Published online by Cambridge University Press: 21 November 2020
Abstract
Formerly belonging to the literary canon of the French Renaissance, and often associated with the ideology of a return to the country—even to Maréchal Pétain's Travail et Patrie—Olivier de Serres's Théâtre d’agriculture et mesnage des champs (1600) remains a keystone in the history of agronomy. Threading the wisdom of ancient authors through his own experience, and staunchly Protestant in vision, Serres sets an agenda for the country gentleman and farmer. At once art and science, it deploys a limpid and vigorous style to argue for economy and productive management of the earth. This essay contends that today, despite its legacy, the work offers a vision and a savoury mode of writing vital to what we can make of ecology in the early modern age.

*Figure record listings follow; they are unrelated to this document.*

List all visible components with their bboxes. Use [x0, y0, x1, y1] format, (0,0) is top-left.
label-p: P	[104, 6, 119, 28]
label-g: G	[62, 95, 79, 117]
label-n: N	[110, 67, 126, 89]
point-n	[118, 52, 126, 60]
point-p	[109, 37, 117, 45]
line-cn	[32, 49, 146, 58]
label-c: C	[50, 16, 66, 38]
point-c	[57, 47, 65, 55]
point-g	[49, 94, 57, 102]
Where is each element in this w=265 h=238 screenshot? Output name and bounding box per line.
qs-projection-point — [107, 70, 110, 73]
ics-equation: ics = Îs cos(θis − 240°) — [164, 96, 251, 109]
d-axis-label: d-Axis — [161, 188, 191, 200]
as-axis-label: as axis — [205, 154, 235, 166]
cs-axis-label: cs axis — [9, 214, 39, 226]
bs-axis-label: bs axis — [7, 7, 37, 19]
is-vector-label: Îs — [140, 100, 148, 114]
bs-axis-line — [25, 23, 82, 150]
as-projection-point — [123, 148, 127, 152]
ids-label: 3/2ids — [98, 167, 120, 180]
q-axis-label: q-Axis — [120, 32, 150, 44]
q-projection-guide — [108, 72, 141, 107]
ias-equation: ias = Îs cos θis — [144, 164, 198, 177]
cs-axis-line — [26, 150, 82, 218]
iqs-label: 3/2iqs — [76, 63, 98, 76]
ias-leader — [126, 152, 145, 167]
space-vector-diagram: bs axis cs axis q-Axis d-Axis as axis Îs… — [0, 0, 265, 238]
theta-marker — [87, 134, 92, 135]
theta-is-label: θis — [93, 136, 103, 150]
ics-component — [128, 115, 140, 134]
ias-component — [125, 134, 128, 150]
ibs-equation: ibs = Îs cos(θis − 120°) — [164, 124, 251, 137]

Keywords: early modern economy and ecology, Olivier de Serres, agronomy, science of gardening, return to the land, solitude
In this collection of essays, the Renaissance is located at the conceptual threshold of the Anthropocene. In French Studies, canonical authors express fears about the future of the planet that, while often set in a millenarian frame, anticipate or chime with ours. In the late chapters of the Quart Livre, the world under the ugly regime of the well-named Messer Gaster is going to seed. In the thick of the Wars of Religion, Ronsard decries the violence that fellow subjects have done both to the Americas and the forests of his homeland. In a celebrated passage of ‘Des coches’, following Lucretius, Montaigne writes tersely and typologically, ‘[l]’univers tombera en paralisie; l’un membre sera perclus, l’autre en vigueur. Bien crains-je que nous aurons bien fort hasté sa declinaison et sa ruyne par nostre contagion’ (‘the universe will fall into paralysis; one member will be shriveled, the other vigorous. I daresay that we will have strongly hastened its decline and ruin by our contagion’). For Montaigne, as if they belonged to a theatrum mundi or world-theatre, rampant depredation and ecological ruin were signs of the end of the world he had known.
Such was the context from which Olivier de Serres (1539–1619) emerged to be read here as a thinker concerned with human reshaping of the planet.